Exclude the pictures, then quote exactly the lines from the one holding "Find the location" through the last line of the records.

INPUT DATA
= Beginning of Section =

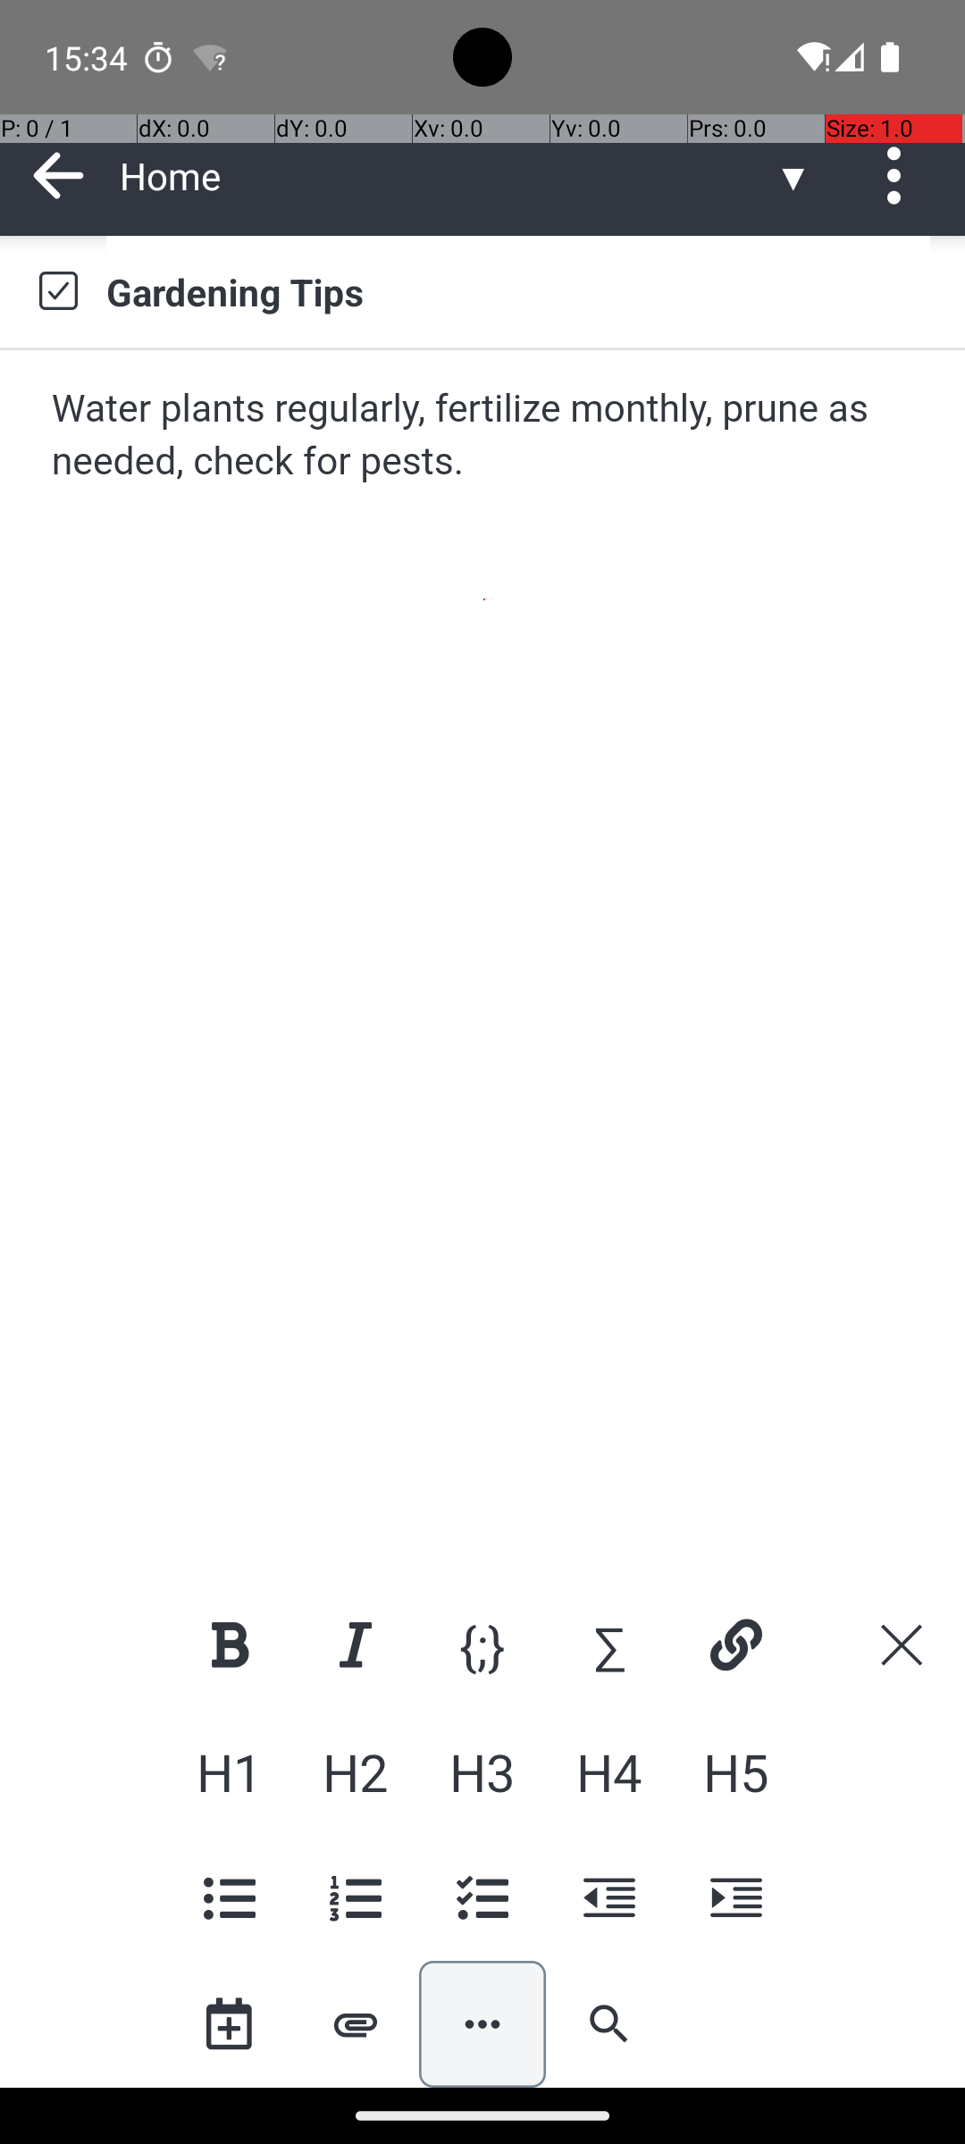 The width and height of the screenshot is (965, 2144). I want to click on Header 2, so click(356, 1772).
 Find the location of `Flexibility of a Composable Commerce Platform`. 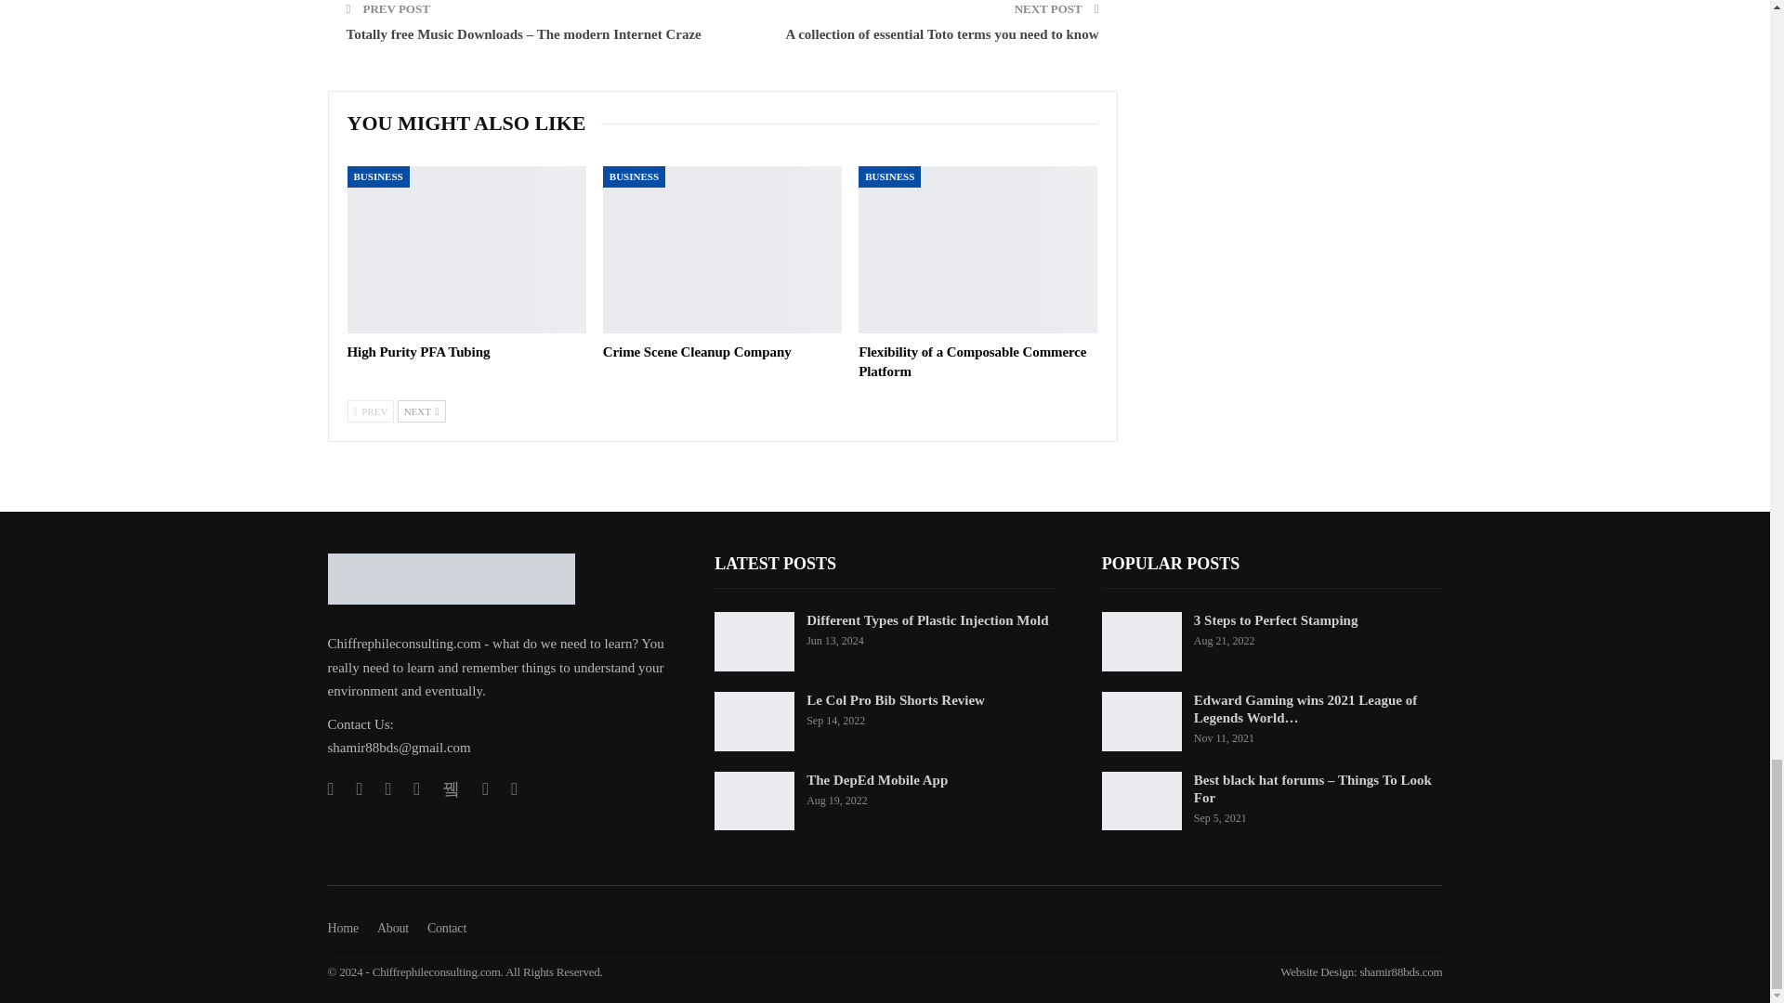

Flexibility of a Composable Commerce Platform is located at coordinates (977, 249).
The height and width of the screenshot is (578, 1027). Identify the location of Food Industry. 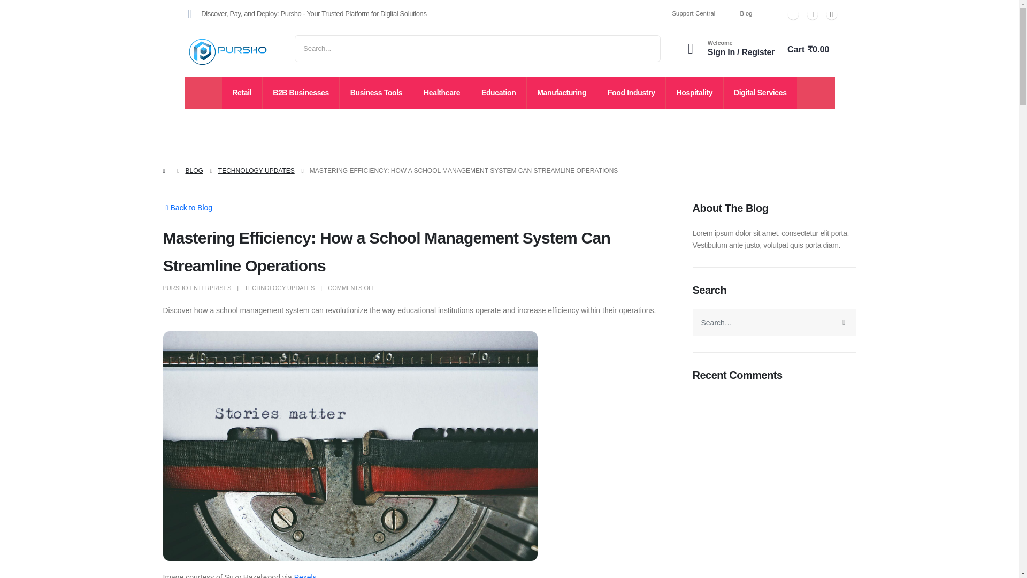
(631, 92).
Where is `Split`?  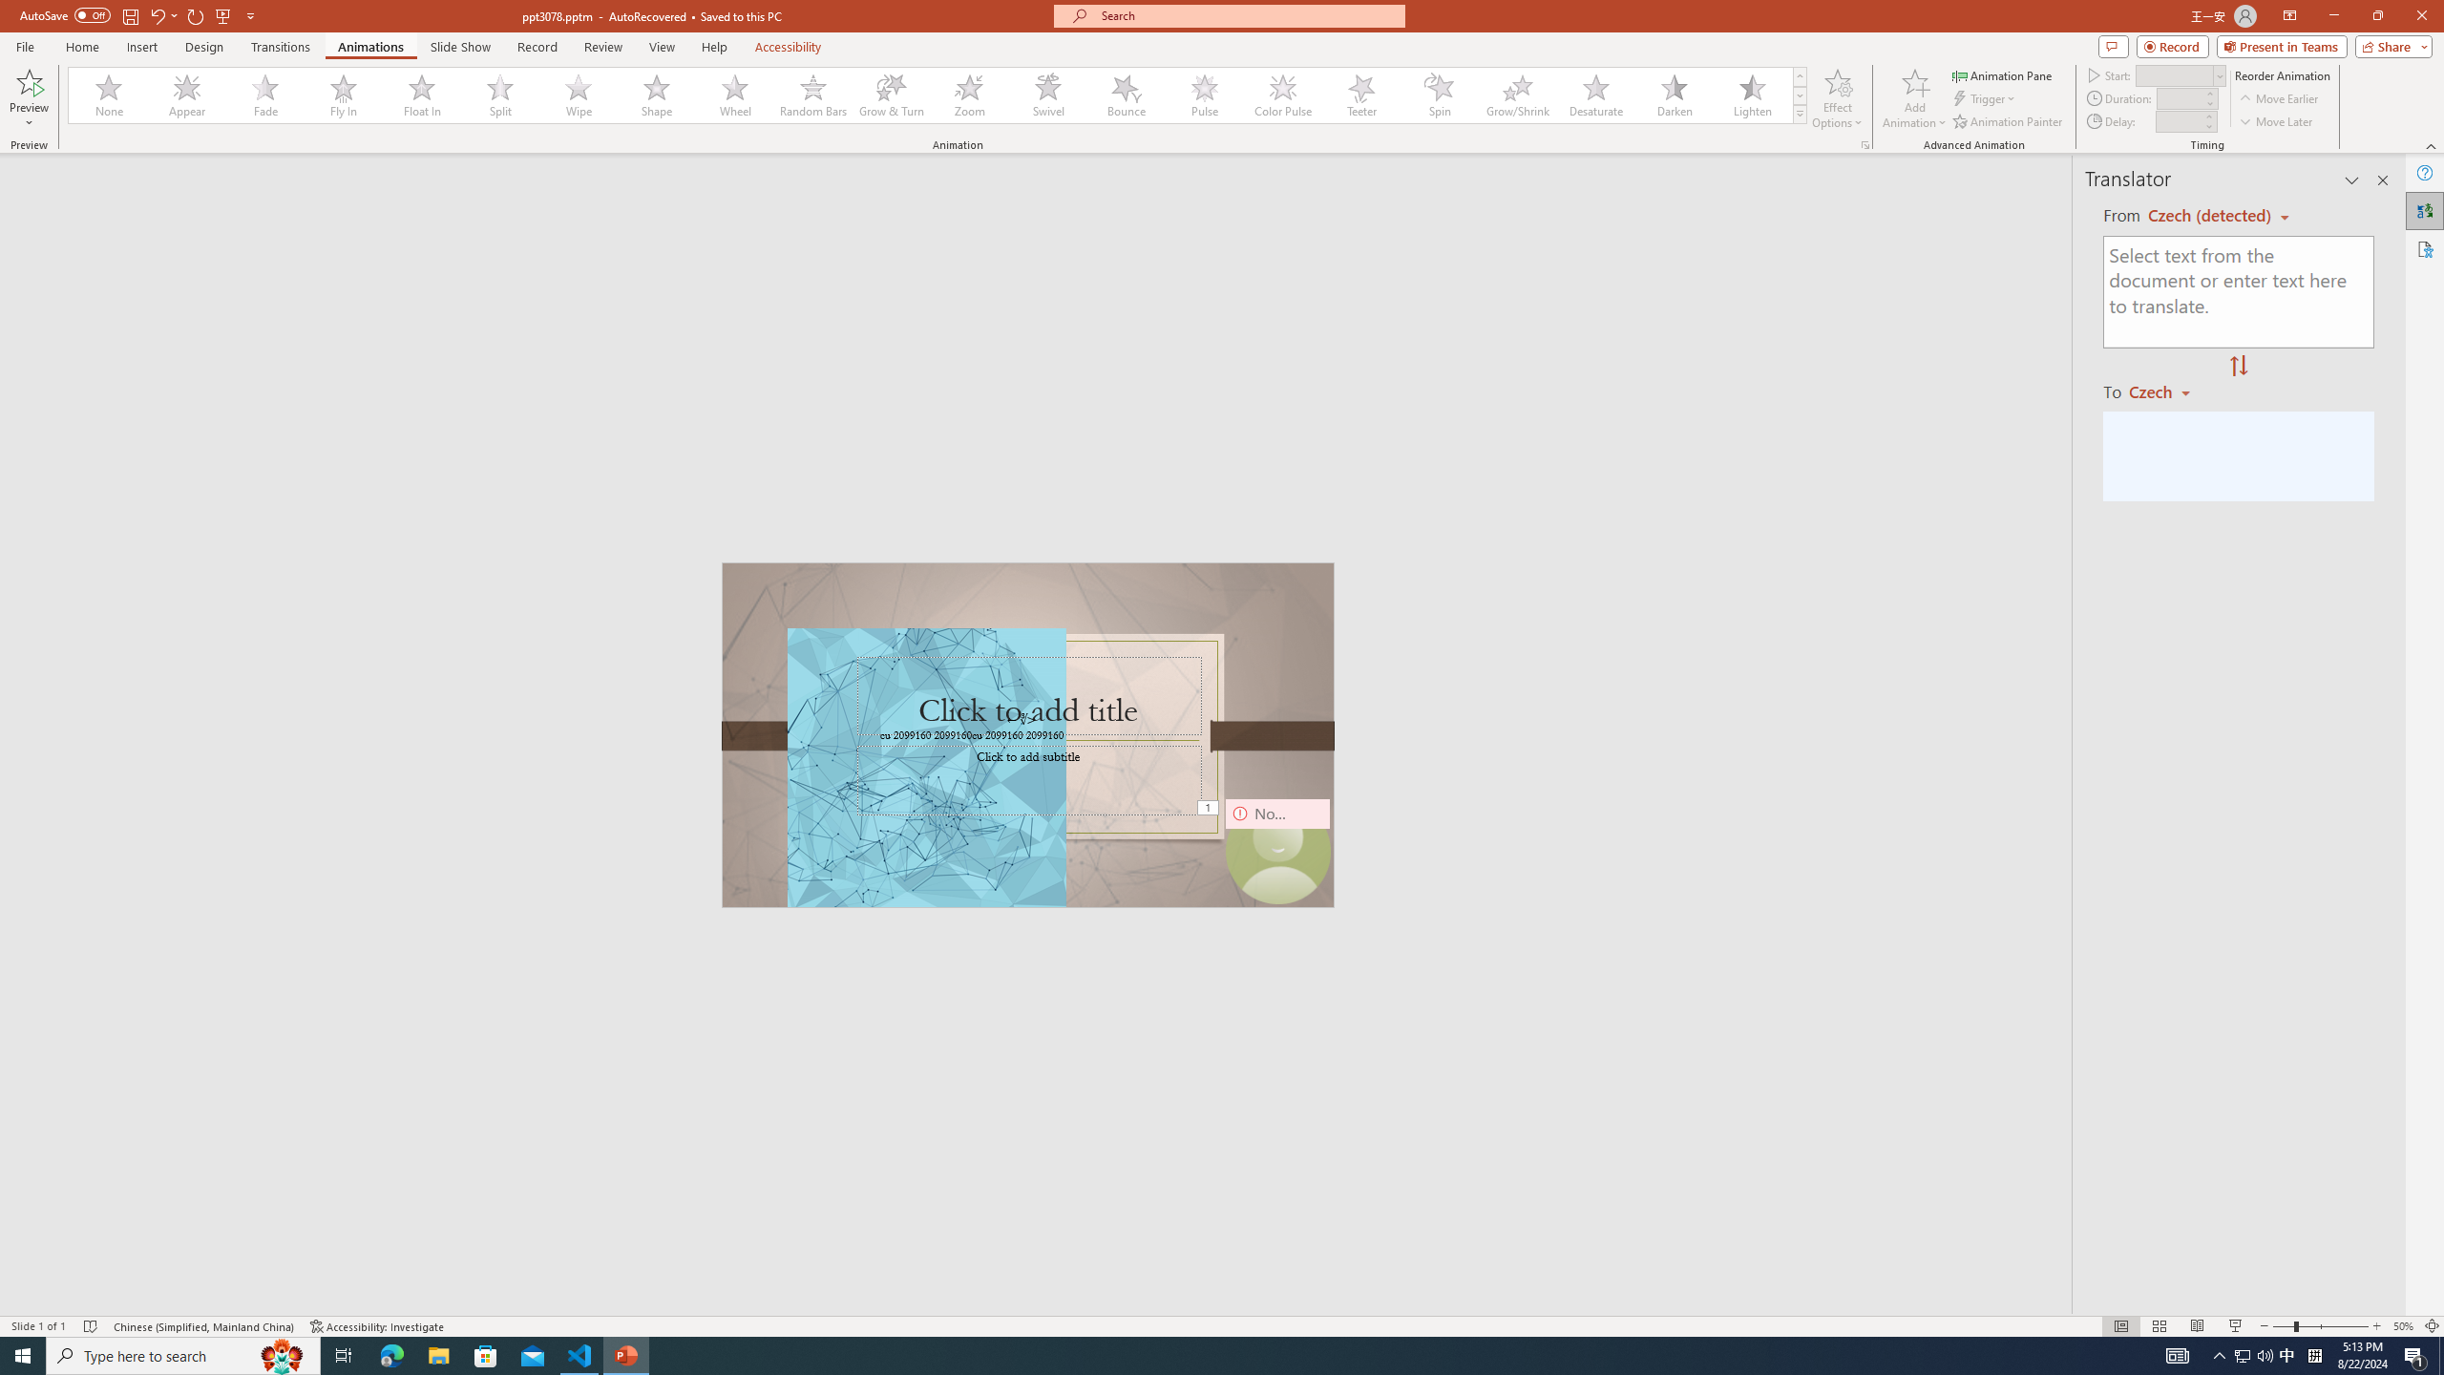
Split is located at coordinates (500, 95).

= End of Section =

THE COMPLETED TASK
 Find the location of `Flexibility of a Composable Commerce Platform`. 

Flexibility of a Composable Commerce Platform is located at coordinates (977, 249).
The height and width of the screenshot is (578, 1027). Identify the location of Food Industry. 
(631, 92).
Where is `Split`?  
Split is located at coordinates (500, 95).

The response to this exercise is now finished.